Take a leap down the super surrealist rabbit hole
“Surrealism is the invisible ray which will one day enable us to win out over our opponents. You are no longer trembling, carcass. This summer the roses are blue; the wood is of glass. The earth, draped in its verdant cloak, makes as little impression upon me as a ghost. It is living and ceasing to live which are imaginary solutions. Existence is elsewhere.”
André Breton’s conclusion to the Surrealist Manifesto, conceived in written form in 1924, summed up with poetic precision the uninhibited freedom this new, radical and revolutionary art movement sought to realise. A dream is a tangible experience he argued, grander and more interesting than reality. The subconscious was about to be liberated.
Taking inspiration from the words and actions of the movement’s founder, Moderna Museet Malmö has embarked on an experimental exhibition that celebrates the work of surrealists, past and present. THE SUPERSURREALISM, deliberately capped up by way of emphasis, has been allowed to spill out from the gallery space and into every corner of the building. It’s as if you’ve stumbled into Alice’s Wonderland.
“Just before he died, the founder of surrealism, André Breton, said that ‘surrealism existed before me and I believe it will also outlive me’,” said John Peter Nilsson, director of Moderna Museet Malmö and curator of THE SUPERSURREALISM.
“Inspired by his statement, this exhibition features works stretching from 1566 to 2012, arranged according to an inverted chronology in three chapters: before, during and after. Not everything is strictly surrealist, but it can be regarded in relation to surrealism.”
Instead of starting in the 1920s, as would be expected of a surrealist exhibition, the story goes back as far as 1591. The Italian artist Giuseppe Arcimboldo was centuries ahead of his contemporaries, interpretating his subjects in a decidedly non-figurative way – the entire compositions of a person’s face, subtle facial features and all, were made up of various objects, namely fruit, vegetables and flowers. Some say he was mad, others argue he was just ahead of his time.
Though he achieved fame in his own time, as the years drifted into the silent vaults of history, he was forgotten. It wasn’t until the early half of the twentieth century, when he was rediscovered by artists involved in the surrealist movement, that he would be rescued from the fringes of the great void.
Arcimboldo was an inspiration, an icon whose works suggested deeper and darker influences, independent to the whims of the ruling aristocracy. This naturally appealed to the likes of Salvador Dalí, Meret Oppenheim, Louise Bourgeois, Max Ernst and Man Ray, swashbucklers who revelled in irrationalism.
The bulk of the exhibition largely focuses on this generation of groundbreaking artists, particularly on the works they produced during the interwar period, when the movement was at its most powerful.
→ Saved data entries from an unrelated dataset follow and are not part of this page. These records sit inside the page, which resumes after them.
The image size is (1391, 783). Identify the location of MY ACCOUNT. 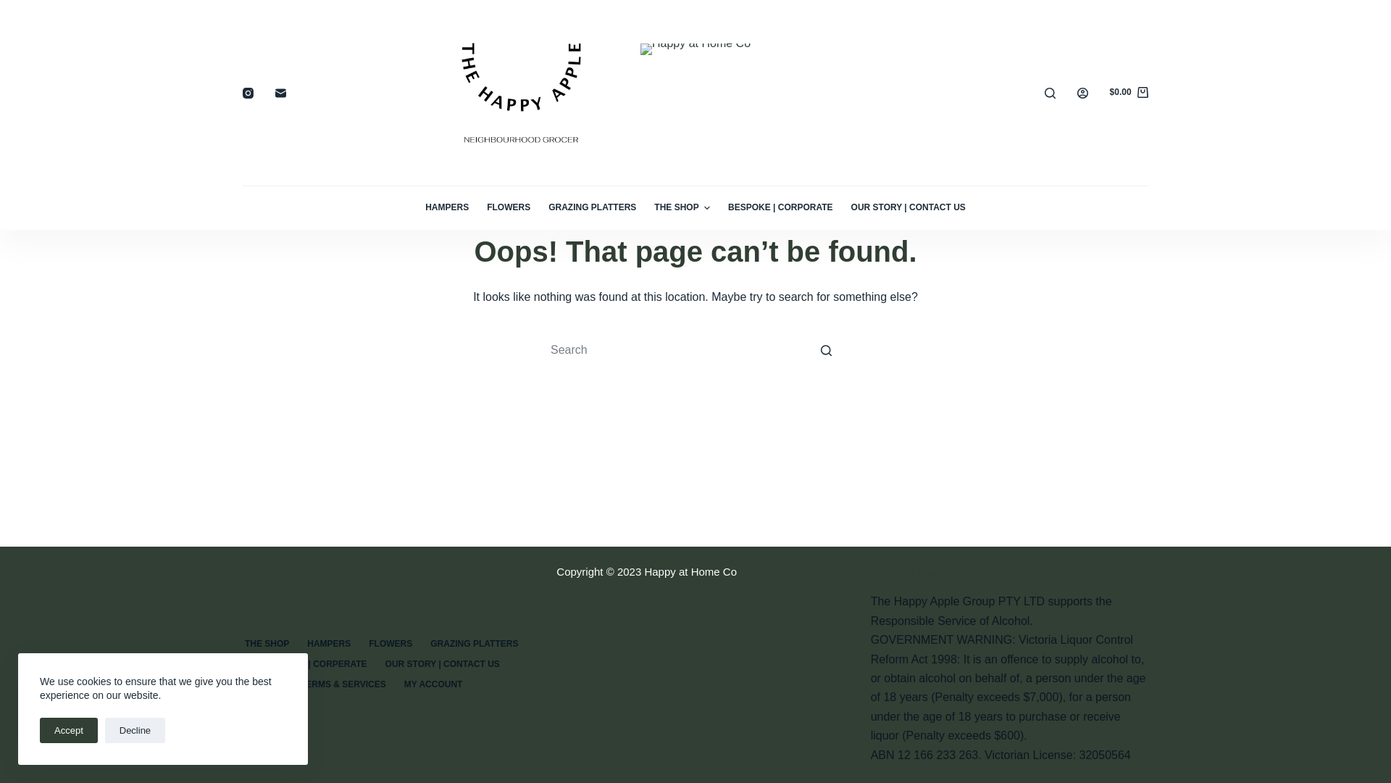
(433, 685).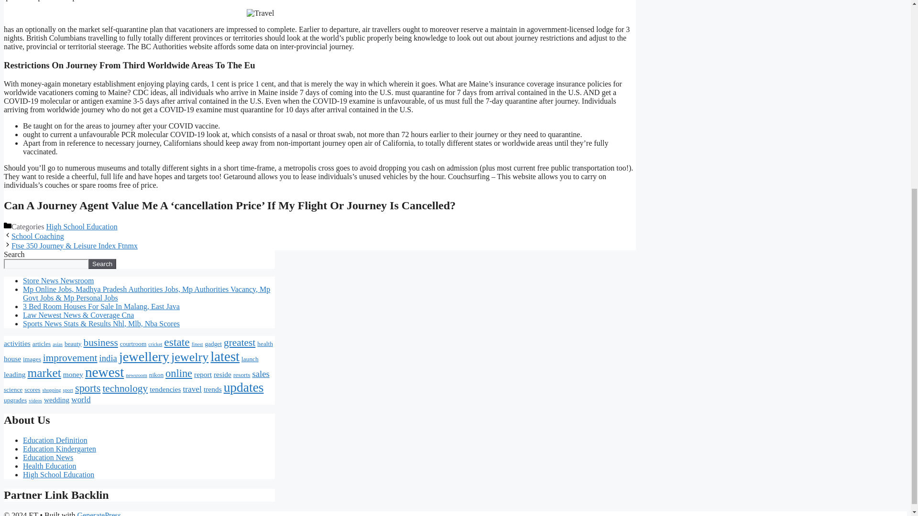 This screenshot has height=516, width=918. Describe the element at coordinates (32, 359) in the screenshot. I see `images` at that location.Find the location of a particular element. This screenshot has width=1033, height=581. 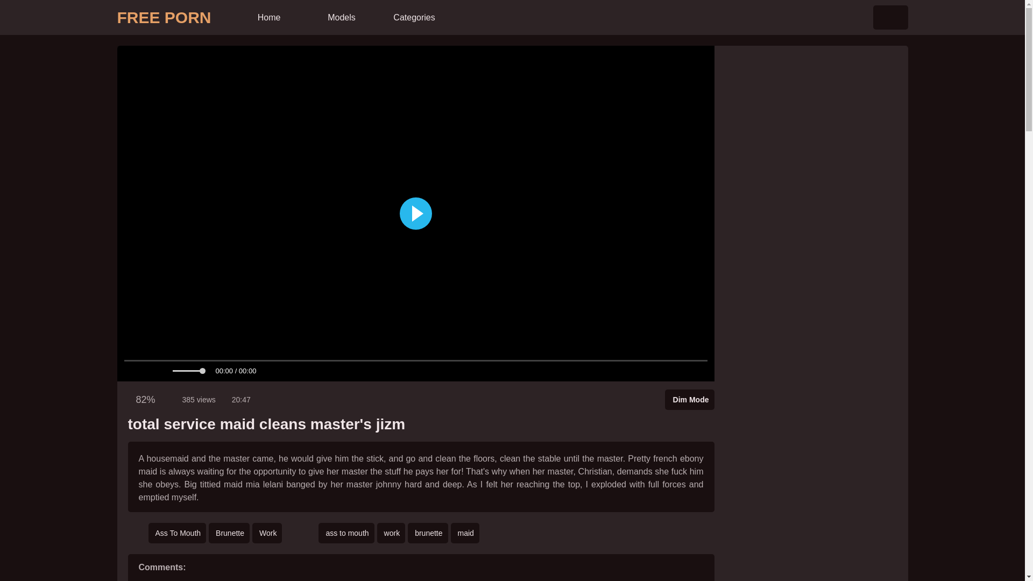

FREE PORN is located at coordinates (165, 17).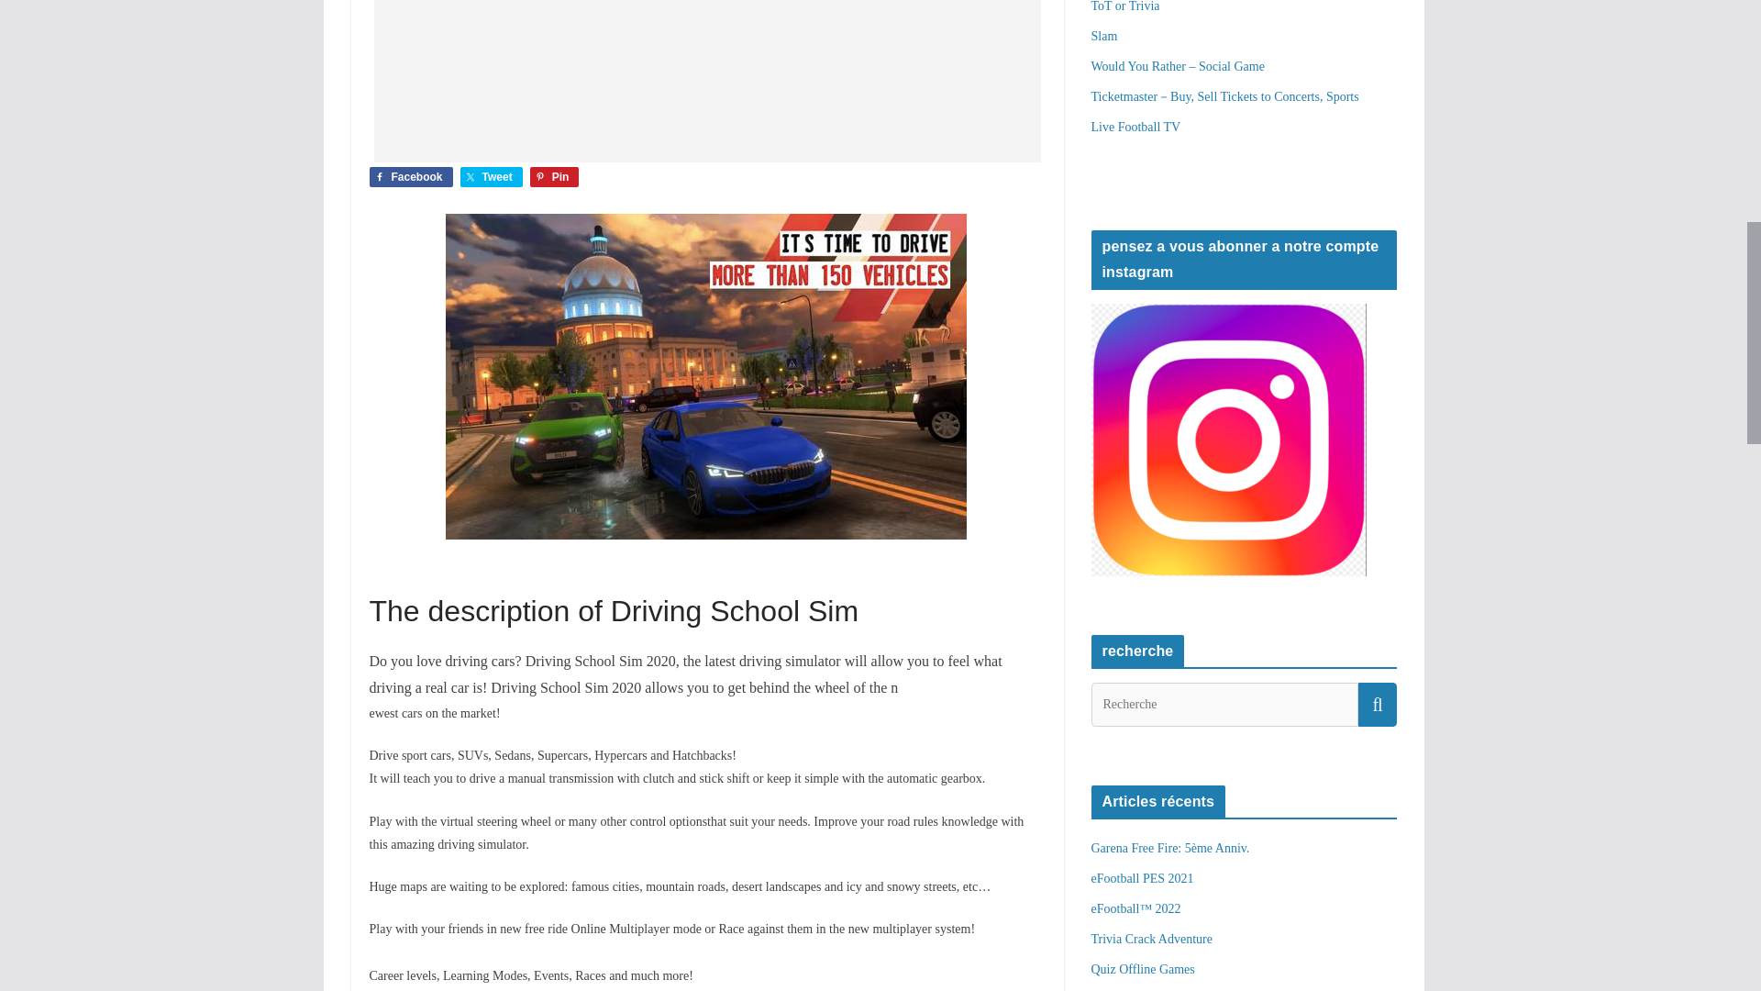  Describe the element at coordinates (554, 177) in the screenshot. I see `Share on Pinterest` at that location.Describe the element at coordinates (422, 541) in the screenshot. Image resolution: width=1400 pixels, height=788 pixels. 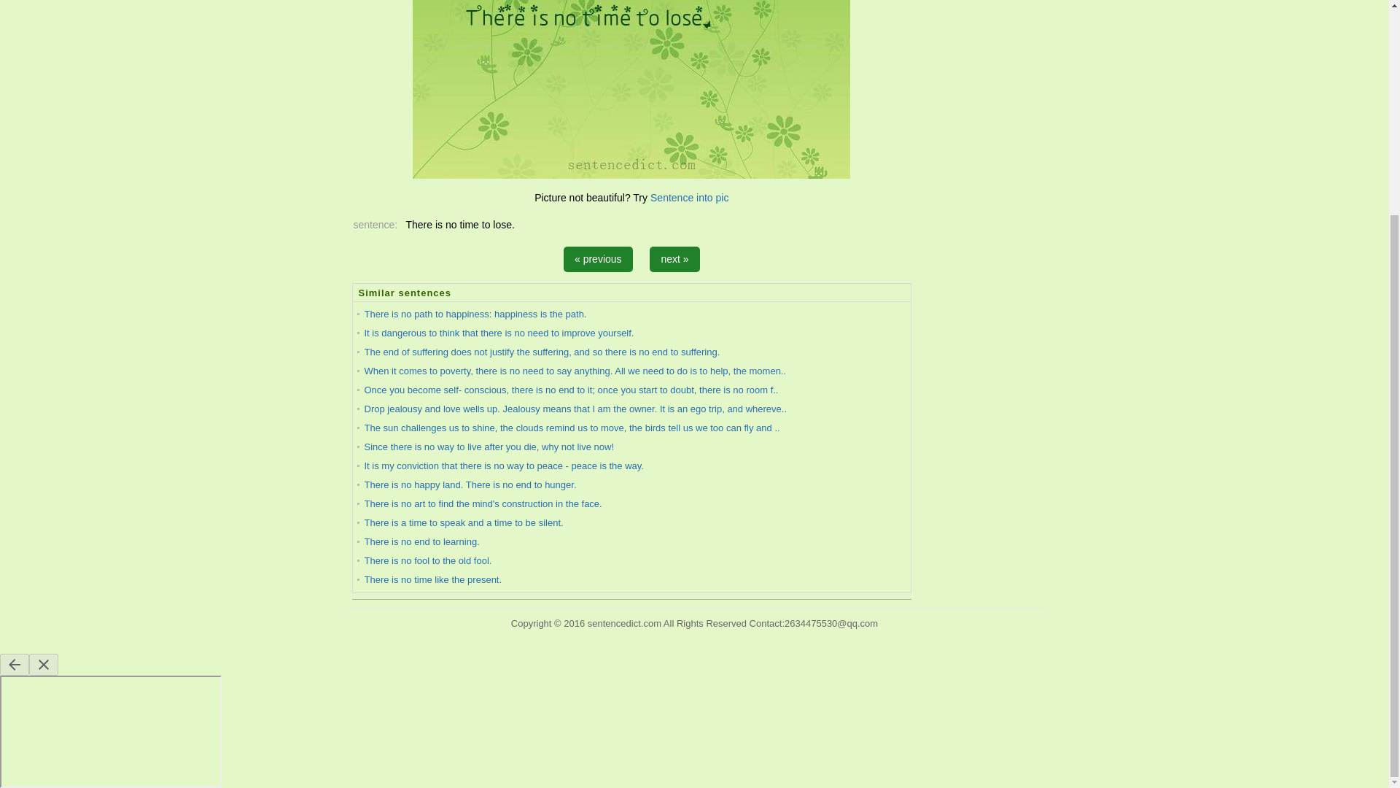
I see `There is no end to learning.` at that location. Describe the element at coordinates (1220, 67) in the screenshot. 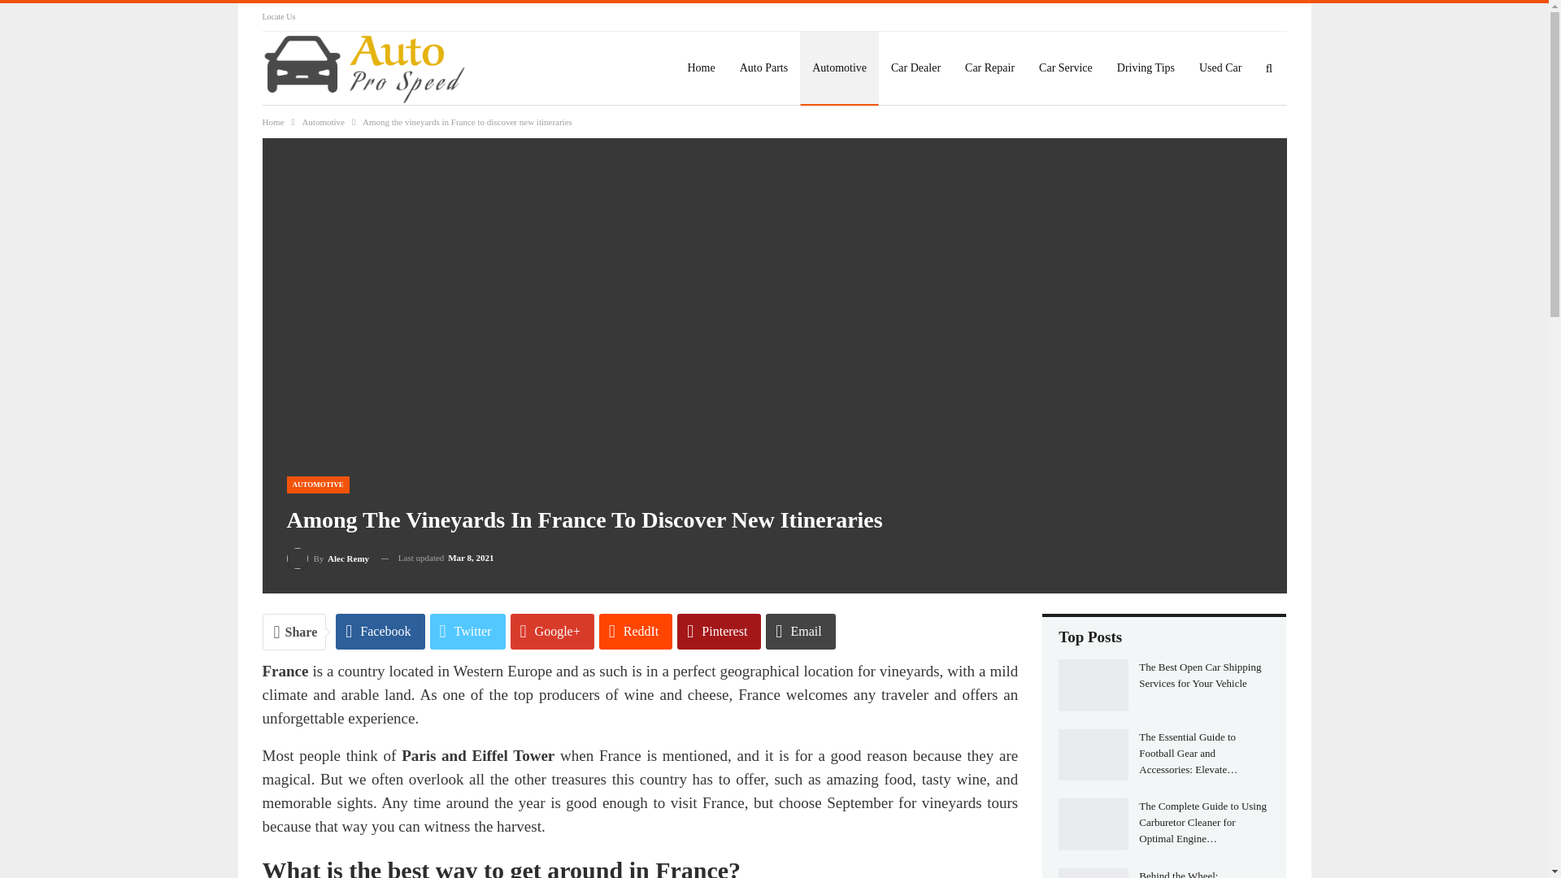

I see `Used Car` at that location.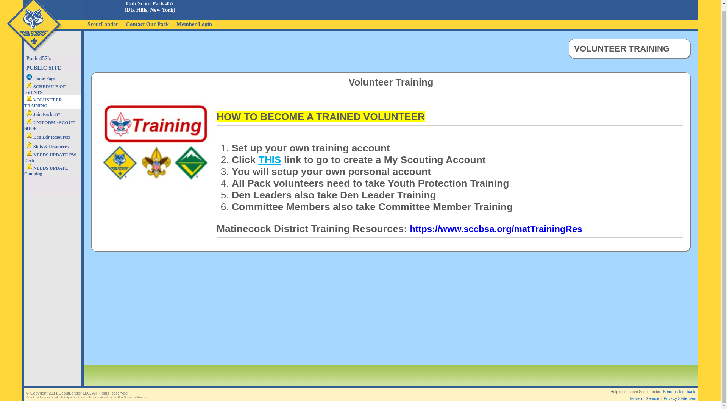 This screenshot has width=727, height=409. Describe the element at coordinates (45, 171) in the screenshot. I see `NEEDS UPDATE Camping` at that location.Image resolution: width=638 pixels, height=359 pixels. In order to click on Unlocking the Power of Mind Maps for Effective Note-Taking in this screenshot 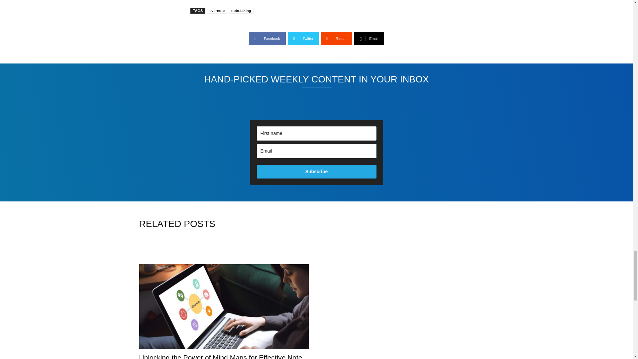, I will do `click(223, 306)`. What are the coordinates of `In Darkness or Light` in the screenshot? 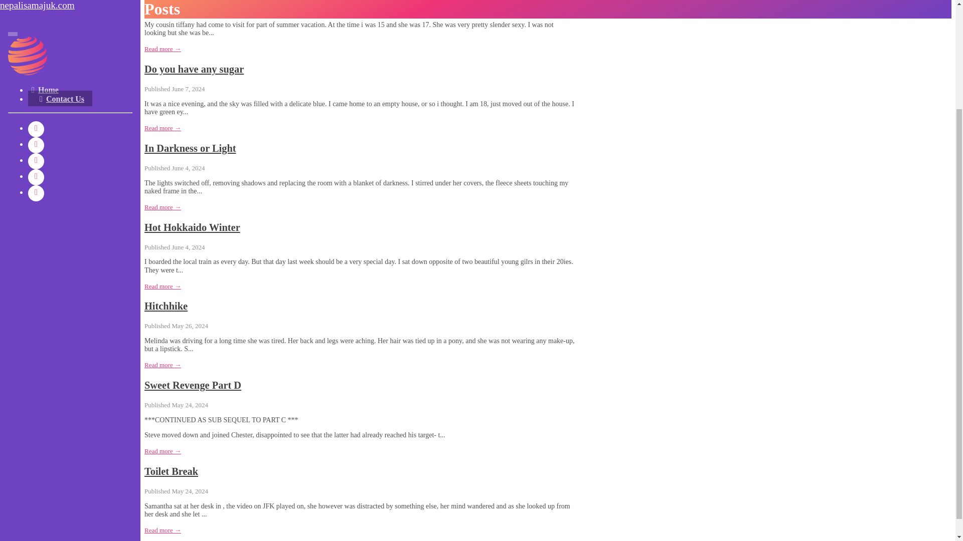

One of the key works on show is Dali’s controversial and disturbing painting The Enigma of William Tell (1933), which takes the Swiss folk hero and transforms him into a grinning Vladimir Lenin. According to legend, Tell’s skill is demonstrated when he shot an apple off the head of his son.
The underlying theme is a son’s relationship with his father. Dali has a strained rapport with his dad who disapproved of his surrealist ideals. Tell, all proficiency aside, put his child at risk, while Lenin sold all his children a lie. Here was Dali recording one of his experiences of falling down the rabbit hole. In that respect it is a powerful work of art.
While surrealism in its classic manifestation peaked with Dali and his contemporaries, the ideas of surrealism endured after the war, though less pronounced than they had been. They weren’t any less dramatic – art had moved on, new movements enjoying their place in the sun.
The exhibition includes contemporary works of art by Nathalie Djurberg, Magnus Wallin and Carsten Höller while also looking at modern deviations of surrealism in psychedelic art. Also explored are the transcendental approaches to identity, while considering the existential depths of inquiry undertaken by artists.
“I have always been amazed at the way an ordinary observer lends so much more credence and attaches so much more importance to waking events than to those occurring in dreams,” Breton stated in his manifesto.
Dreams, he noted, are often considered folly; insignificant events and innate reactions in the body without any real usefulness. If that were the case, no-one would dream, every night defined by absolute nothingness. Believing in the ridiculous can be a revelation. This show is demonstrative of that.
THE SUPERSURREALISM at Moderna Museet Malmö runs until 20th January 2013.